Synopsis
In the early 1990s the University of Cambridge reopened excavations at the Neolithic site of Catalhöyuek in central Turkey, abandoned since the 1960s. In this volume, Ian Hodder explains his vision of archaeological excavation, where careful examination of context and an awareness of human bias allows researches exciting new insights into prehistoric cognition. The aim of the volume is to discuss some of the reflexive or postprocessual methods that have been introduced at the site in the work there since 1993. These methods involve reflexivity, interactivity, multivocality and contextuality or relationality.
About the Author
Ian Hodder is Dunlevie Family Professor of Anthropology at Stanford University and Director of the Stanford Archaeology Center. He previously taught at Leeds University and Cambridge University.
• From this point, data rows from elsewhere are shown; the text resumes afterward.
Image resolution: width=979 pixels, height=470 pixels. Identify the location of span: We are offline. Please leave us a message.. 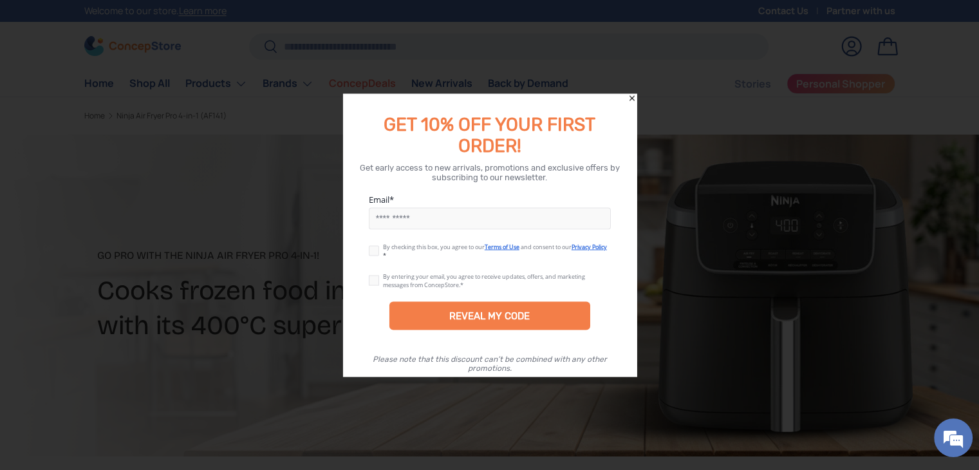
(125, 214).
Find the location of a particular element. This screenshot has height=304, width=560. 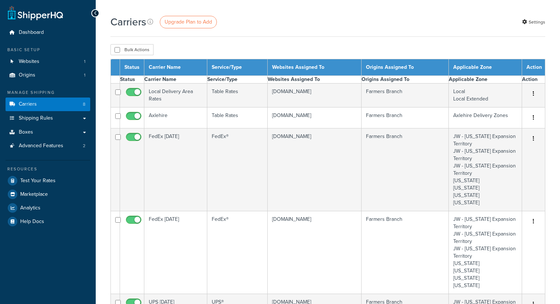

span: Help Docs is located at coordinates (32, 222).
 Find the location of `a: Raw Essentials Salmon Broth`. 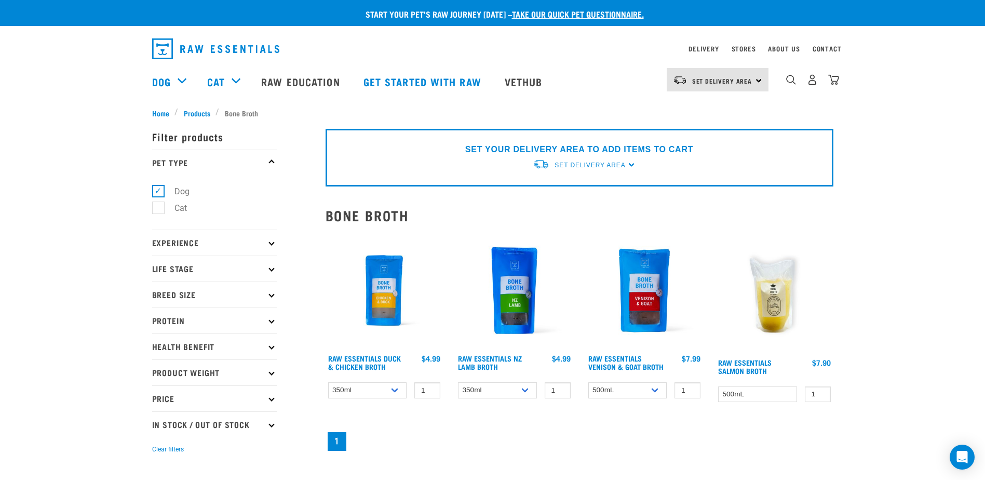

a: Raw Essentials Salmon Broth is located at coordinates (744, 366).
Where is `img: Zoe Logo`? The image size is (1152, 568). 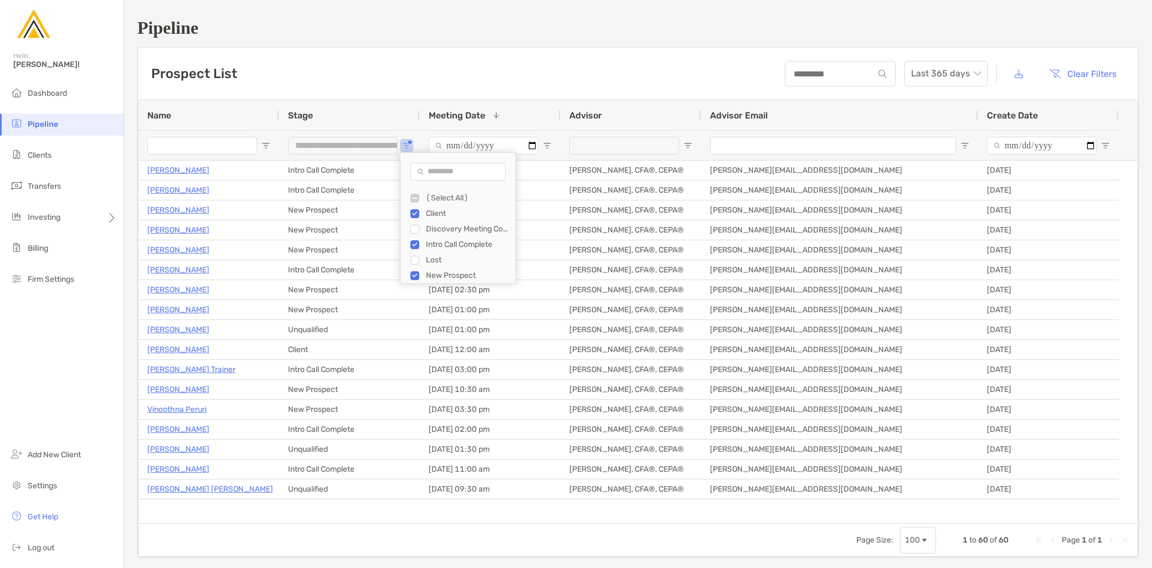 img: Zoe Logo is located at coordinates (33, 24).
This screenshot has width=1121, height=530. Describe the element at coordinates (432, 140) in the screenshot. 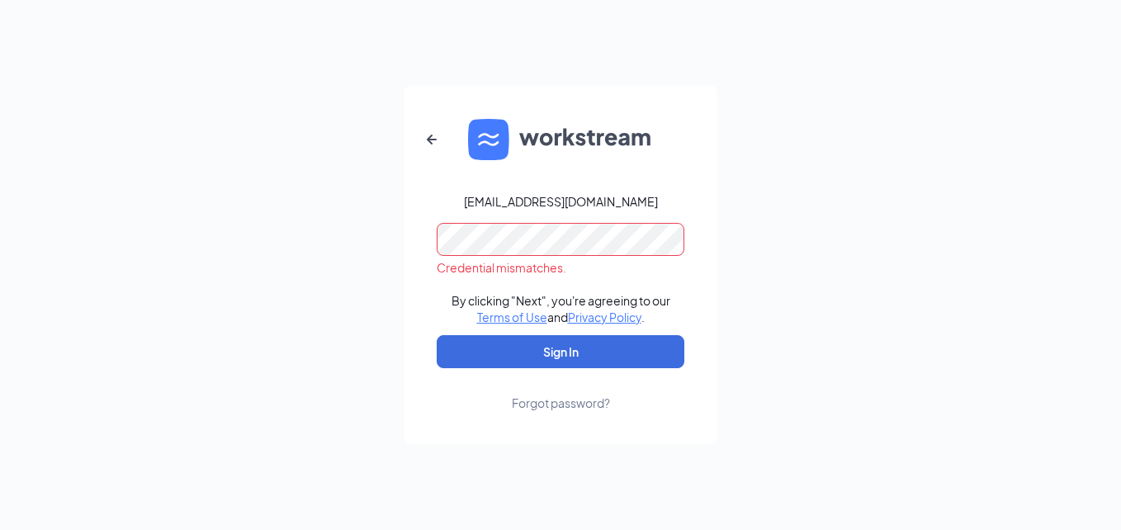

I see `svg: ArrowLeftNew` at that location.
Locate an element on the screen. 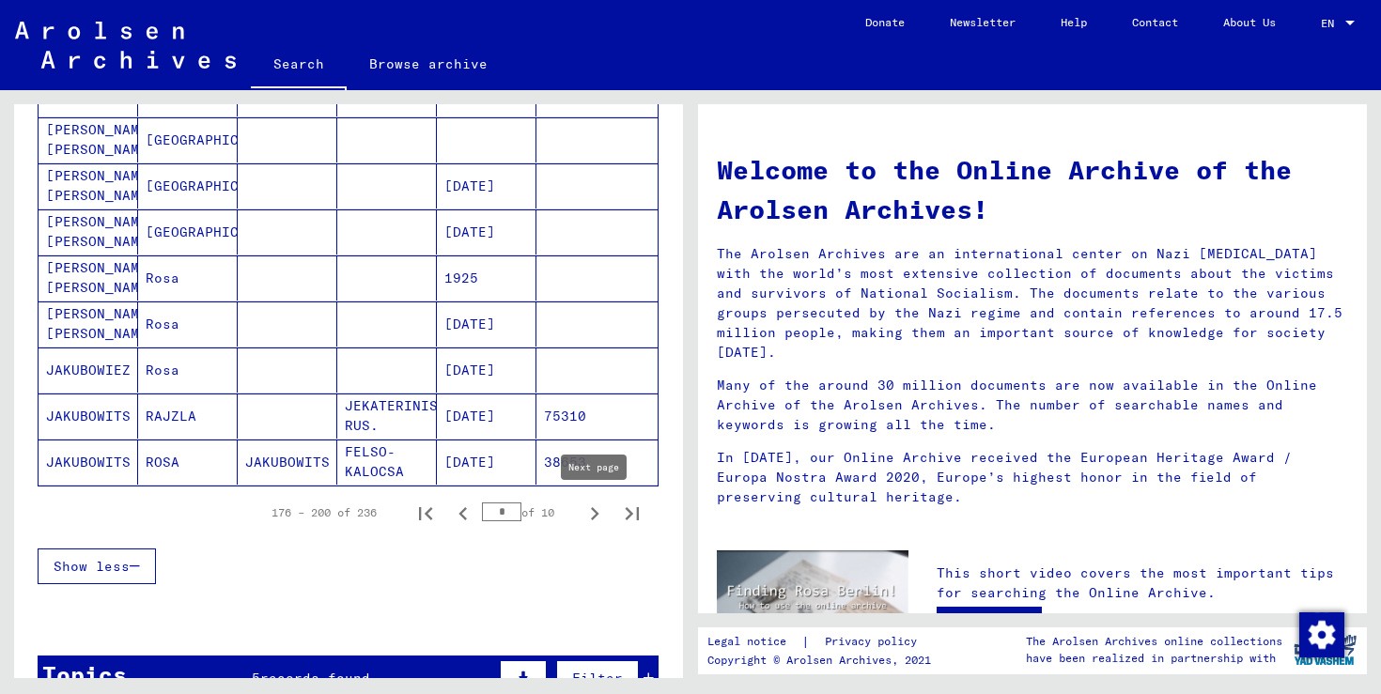 Image resolution: width=1381 pixels, height=694 pixels. p: have been realized in partnership with is located at coordinates (1154, 659).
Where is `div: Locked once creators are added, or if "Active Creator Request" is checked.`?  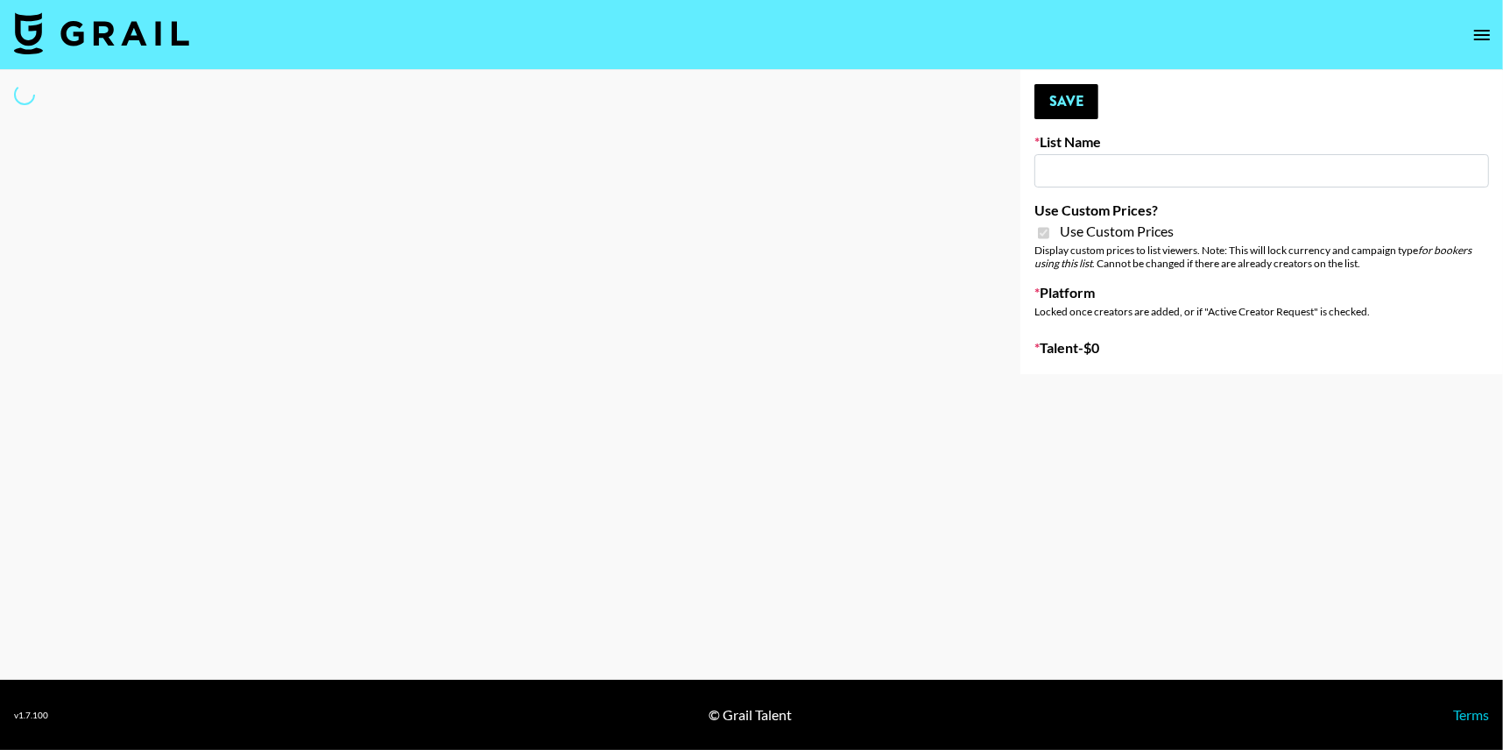 div: Locked once creators are added, or if "Active Creator Request" is checked. is located at coordinates (1262, 311).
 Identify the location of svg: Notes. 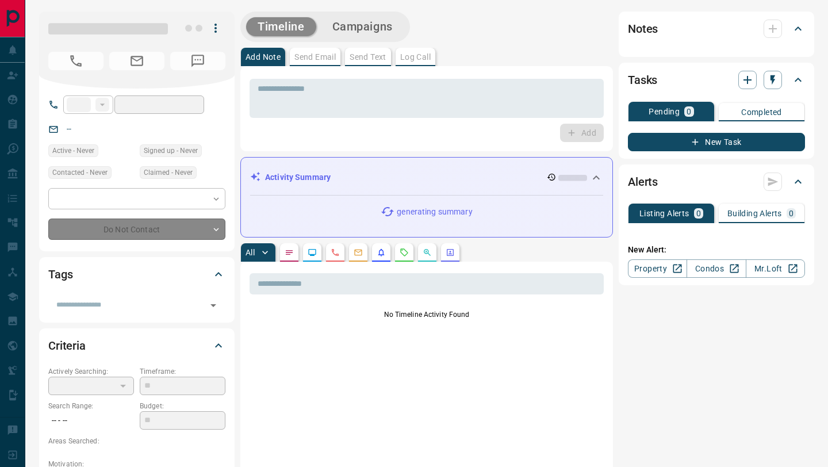
(289, 253).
His main large-scale excavation projects have been at Haddenham in the east of England and at Catalhoyuk in Turkey, where he has worked since 1993. He has been awarded the Oscar Montelius Medal by the Swedish Society of Antiquaries and the Huxley Memorial Medal by the Royal Anthropological Institute, has been a Guggenheim Fellow, and has Honorary Doctorates from Bristol and Leiden Universities. His main books include Spatial Analysis in Archaeology (Cambridge University Press, 1976), Symbols in Action (Cambridge University Press, 1982), Reading the Past (Cambridge University Press, 1986), The Domestication of Europe (1990), The Archaeological Process (1999), The Leopard's Tale: Revealing the Mysteries of Catalhoyuk (2006) and Entangled: An Archaeology of the Relationships Between Humans and Things (2012).